The Washington PostDemocracy Dies in Darkness

Opinion Qatar’s glittery World Cup disguises a dark reality

By
January 25, 2022 at 9:00 a.m. EST
Children stand next to the official countdown clock showing remaining time until the kickoff of the 2022 World Cup, in Doha, Qatar, on Nov. 25, 2021. (Darko Bandic/AP)

Natasha Iskander is an associate professor of urban planning and public policy at New York University and the author of “Does Skill Make Us Human?: Migrant Workers in 21st Century Qatar and Beyond.”

Qatar is hosting the most expensive FIFA World Cup ever, with ticket prices nearly 50 percent higher than the previous games, in Russia in 2018. The lowest-priced ticket on sale internationally costs $302, and the cheap seats for the final will set you back $604.

The cheap seats will be hard to come by — there are 60 percent less than at the last World Cup. But if you can get one, the stadium you’ll be sitting in will be state-of-the-art. The eight new stadia clustered around Doha are dazzling feats of architectural design and engineering, all of them fulfilling Qatar’s World Cup initial slogan of “Expect Amazing.”

Meanwhile, the workers who built the stadia where the games will be held — who perhaps even installed the seat you’ll be sitting in — generally don’t make enough in a month to buy a ticket. The minimum wage for a construction worker in Qatar, which only came into force in 2021 after a sustained campaign for workers’ rights by international human rights organizations and labor unions, runs a few cents short of $275 a month. For less than the price of a seat to watch one game, migrant workers broke their bodies, endured extreme heat, and faced degrading working conditions to build the sporting and tourist infrastructure for the World Cup.

Over the past 10 years, hundreds of thousands of men have traveled to Qatar to build these structures. Migrants from all over the world — from Mozambique to Nepal, from Egypt to the Philippines — worked hard 10-hour days, six days a week, to raise stadia out of the desert, but also to build luxury residential developments, construct museums and cultural spaces, and lay down new geometric islands in Qatar’s glistening bay.

Day after hot day, scaffolders hauled tons of scaffolding pipes, planks and clamps up the lattice structures they fixed together. Cladders and rope artists craned huge panes of aluminum and glass into the air and then balanced off the edges of buildings to attach the panels. Welders torched metal to create the curved joints of buildings, wrapping their workspaces in fire retardant tarps against the desert wind and enclosing themselves in an excruciating whirlwind of fire and sparks. Workers tore up the ground to excavate deep foundations for towering high-rises or to bore tunnels for Doha’s new metro network, which aims to be the fastest driverless system in the world.

The men who built Qatar’s World Cup were brave. I know because I spent a year on construction projects in Qatar interviewing them and shadowing them on-site. They described the fear that stalked them as they scaled the skeletons of buildings. They spoke about the way the extreme heat — averaging highs of more than 105 degrees Fahrenheit during the summer months — seemed to melt the air and made them feel as if they were drowning. They recounted the rage they swallowed at being asked, under threat of deportation, to do things that violated their company’s safety regulations and that they knew would put them at risk of injury.

During their time in Qatar, they also became highly skilled. Most migrants arrived with minimal construction experience, if any, but they worked hard to learn the advanced construction techniques required to build the stadia and museums that international star architects had imagined. Construction workers in Qatar became experts in their trades, among the most highly specialized in the world. All for $275 a month.

At the end of their shifts, they were bused back to their cramped and often squalid labor camps, banned from the structures and spaces they spent their days building. Qatari law is applied to effectively prohibit construction workers from most of Doha, confining them instead to barracks in the desert. The government runs periodic police sweeps to detain or scrutinize workers caught in Doha’s public spaces. But World Cup spectators need not worry about these things: The parks, malls, museums, hotels, and, of course, stadia around Doha were all built with them in mind.

In the first 24 hours after the lottery to purchase tickets went live last week, fans requested 1.2 million. Those tickets won’t go to migrant construction workers, many of whom will tune in to the games from their homes in Indonesia or Bangladesh or Kenya, or from elsewhere in the world. Others will watch from labor camps outside the gleaming, cheering city of Doha, on their phones or on televisions they pooled their wages to buy.

Yet, no matter who is watching the World Cup — whether it’s a fan who splurged for a ticket to the final or a worker fighting off sleep after a grueling day — all will be watching Qatar’s transformation of the beautiful game into one that uses the labor, bravery and skill of the poor to build thrill and pleasure for the rich.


Below are entries; repeat exactly, and nothing else, the lines from the one holding "At what (x,y)" through the one holding "What do you see at coordinates (736, 406)", inclusive. Leave the pictures out.

▶ [The input]
□ □ □ □ □

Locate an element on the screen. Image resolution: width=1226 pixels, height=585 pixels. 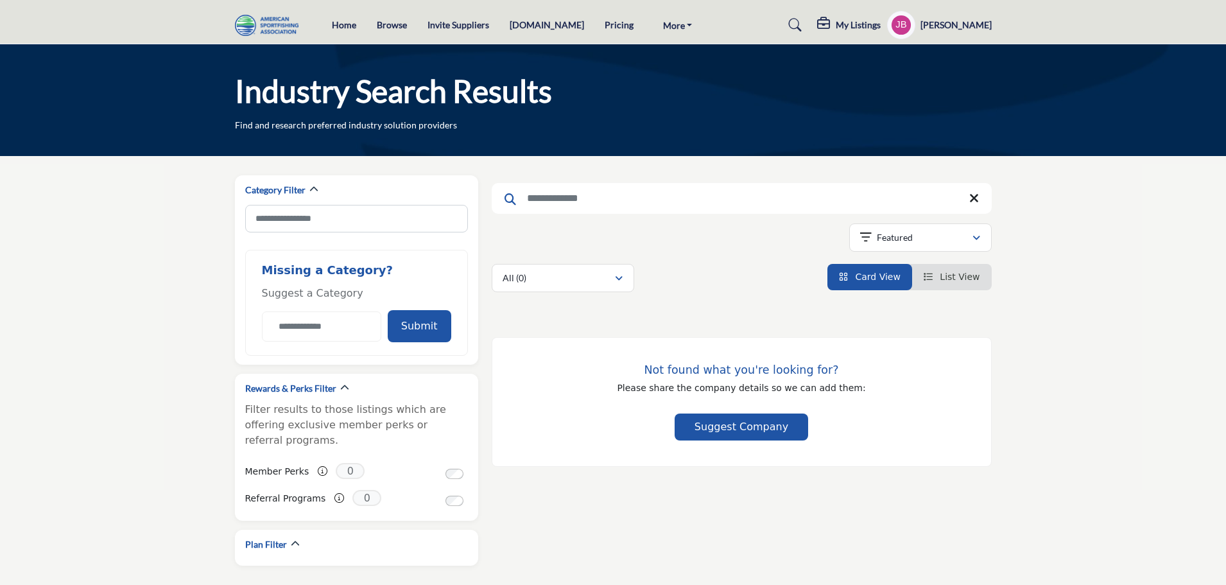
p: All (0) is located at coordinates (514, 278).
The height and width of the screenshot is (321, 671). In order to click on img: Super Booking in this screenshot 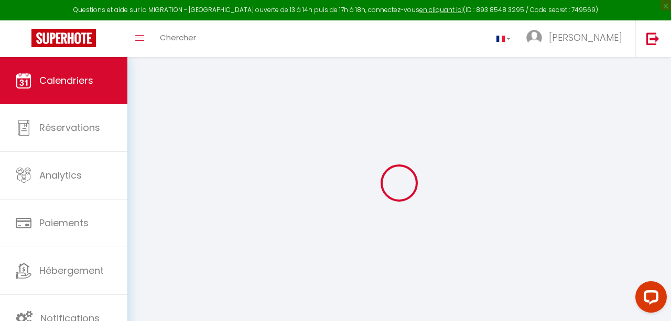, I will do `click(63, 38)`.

□ □ □ □ □

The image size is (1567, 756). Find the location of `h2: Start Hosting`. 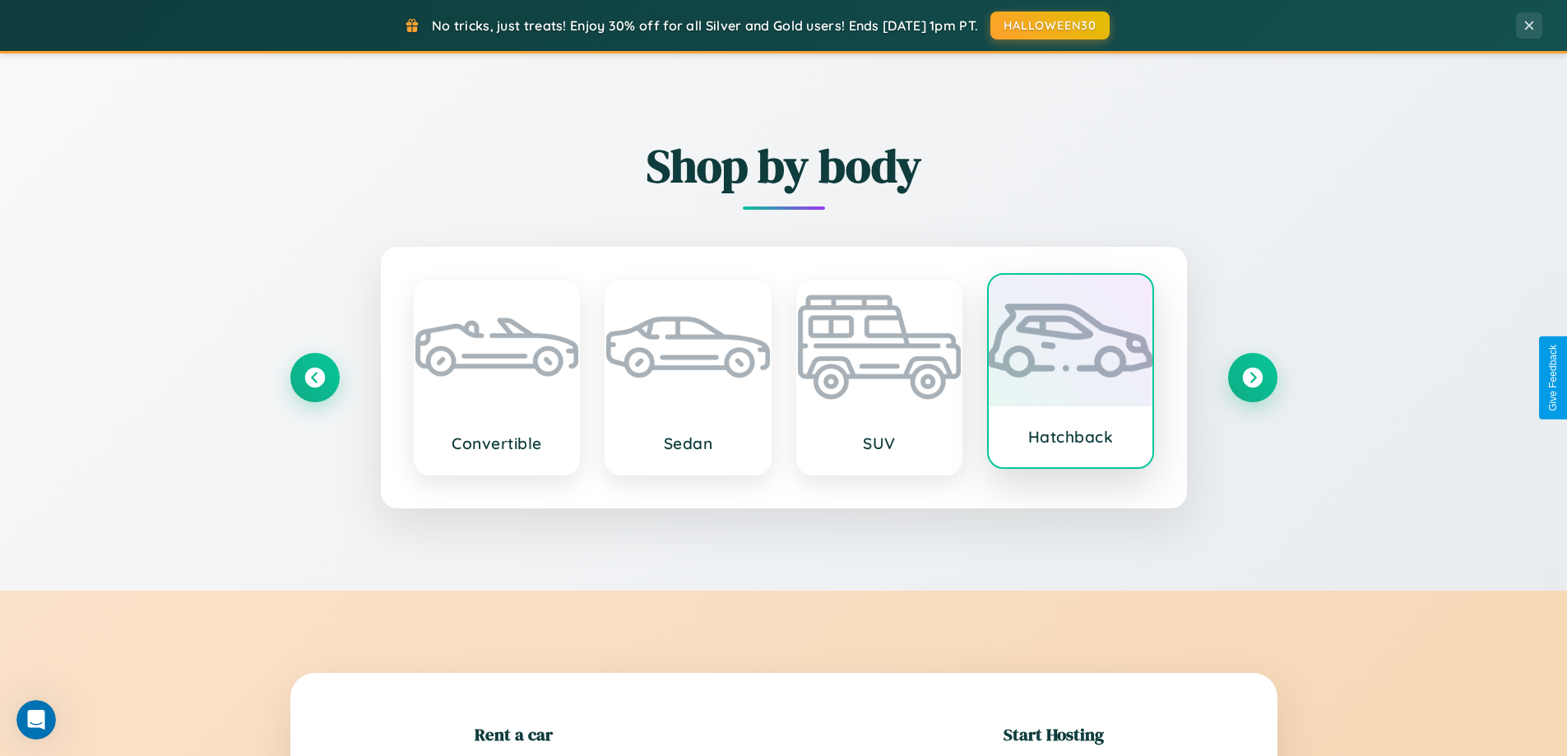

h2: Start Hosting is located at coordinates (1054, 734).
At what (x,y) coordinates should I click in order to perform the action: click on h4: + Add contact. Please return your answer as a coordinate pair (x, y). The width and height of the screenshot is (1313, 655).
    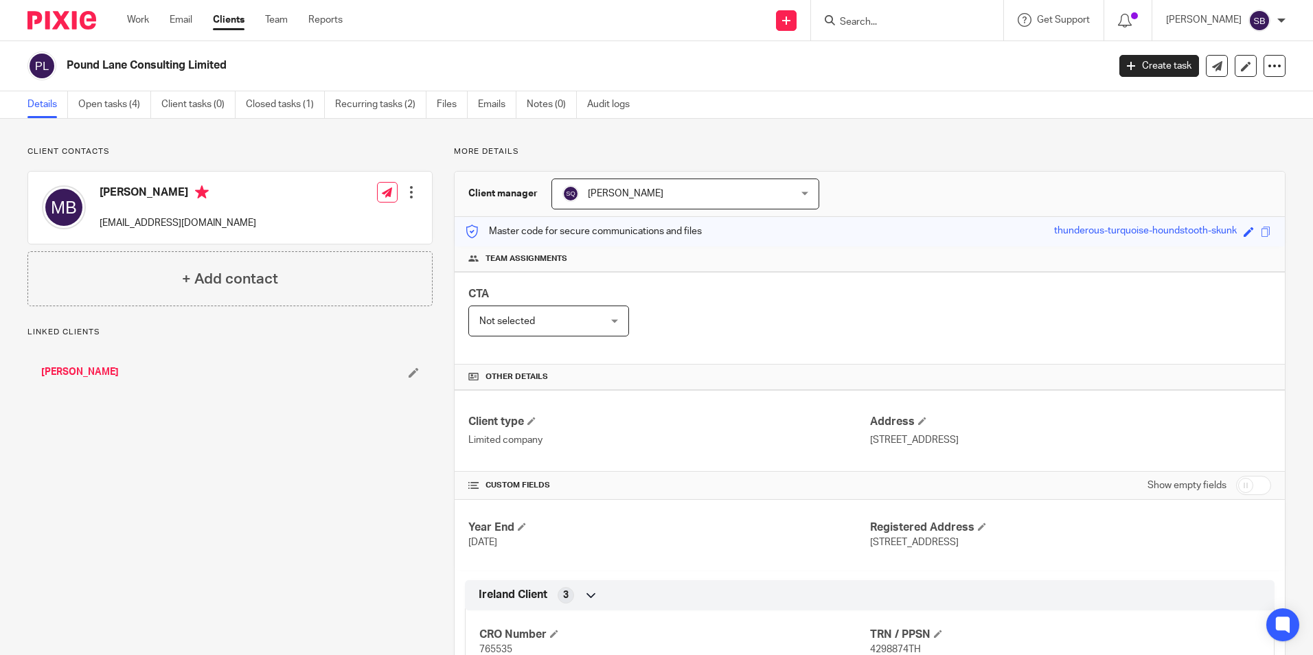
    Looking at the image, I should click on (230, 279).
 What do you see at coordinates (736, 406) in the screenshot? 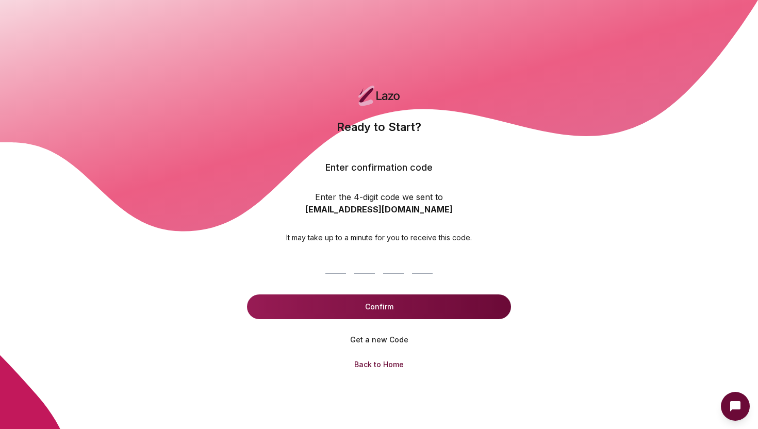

□ □ □ □ □

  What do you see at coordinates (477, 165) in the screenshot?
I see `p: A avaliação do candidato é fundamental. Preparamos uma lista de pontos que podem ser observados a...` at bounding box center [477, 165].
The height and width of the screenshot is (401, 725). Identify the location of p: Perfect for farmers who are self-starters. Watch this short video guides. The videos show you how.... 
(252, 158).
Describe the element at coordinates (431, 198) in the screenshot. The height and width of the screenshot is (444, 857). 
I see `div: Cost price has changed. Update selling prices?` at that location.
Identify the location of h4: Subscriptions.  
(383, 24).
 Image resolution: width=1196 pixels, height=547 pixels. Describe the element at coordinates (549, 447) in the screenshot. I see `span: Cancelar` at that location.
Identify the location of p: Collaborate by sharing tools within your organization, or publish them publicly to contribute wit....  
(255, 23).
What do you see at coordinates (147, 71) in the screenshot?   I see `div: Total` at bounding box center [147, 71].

□ □ □ □ □

▶ [Solved problem]
At what (x,y) coordinates should I click in order to perform the action: click on h4: + Add contact. Please return your answer as a coordinate pair (x, y). The width and height of the screenshot is (1313, 655).
    Looking at the image, I should click on (230, 279).
 What do you see at coordinates (736, 406) in the screenshot? 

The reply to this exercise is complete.